To learn more about these donations, visit www.rawa.org/orphanages.htm or read about our Partnership with RAWA>>
May, 2007
$6435 to support construction of a library at the Golok Sengcham Drukmo Home for Girls,located in the Golok region of Qinghai Province in China (Tibet). Established in 2006, the Golok Sengcham Drukmo Home for Girls is a privately-funded branch of the local government school, and aims to give special attention and support to underprivileged girls. The library that we are supporting (construction began on June 7, 2007) will be open to all students at the government school, and to other community members as well. To learn more about this project, visit www.trahelpsgirls.blogspot.com.
$500 to support the Revolutionary Association of the Women of Afghanistan (RAWA)– an organization that promotes women’s literacy and empowerment in Afghanistan and Pakistan. Sixty-five dollars is enough to hire one teacher for a month. Check out www.rawa.org and www.afghanwomensmission.org
September, 2006
$5000 to construct new classroom building at a small primary school near Aba, Tibet (Sichuan Province, China).
August, 2006
$6000 to establish Vocational Carpentry Class at a vocational secondary school near Lhasa, Tibet.
These funds paid for 39 tools and six-month salary for two teachers. During its first year, the class was taken by 58 students.

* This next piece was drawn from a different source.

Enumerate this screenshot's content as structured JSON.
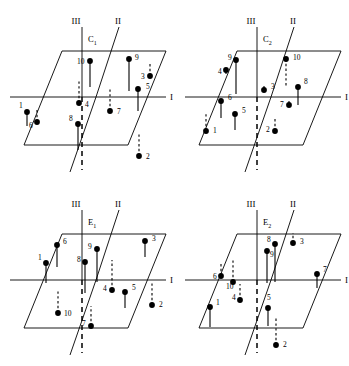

The classroom is a functioning workshop that gives its students a marketable skill, provides a service to the local agrarian community, and also raises money that the school can use to pay scholarships for poor students.
June, 2006
$222 to pay embassy fees for Tibetan monk in Kathmandu.
$300 to subsidize facial surgery for Indian man in Dharamsala.
July, 2005
$292 to ship eighty pounds of donated paperback books to the LHA library in Dharamsala.
June, 2005
$1038 to pay eye surgery for Tibetan monk who otherwise would have lost his vision.
$400 to buy needed mattresses for the Mother Teresa Home for the Dying and Destitute in Delhi.
$507 to pay the year’s rent for the LHA medical-treatment room in Dharamsala.
February-April, 2005
$337 to help three different Tibetan refugees cover health and immigration fees.
$442 to pay one-year college tuition for Indian student.
$400 to buy a water-cooler and purifier for the Mother Teresa Home for the Dying and Destitute in Delhi.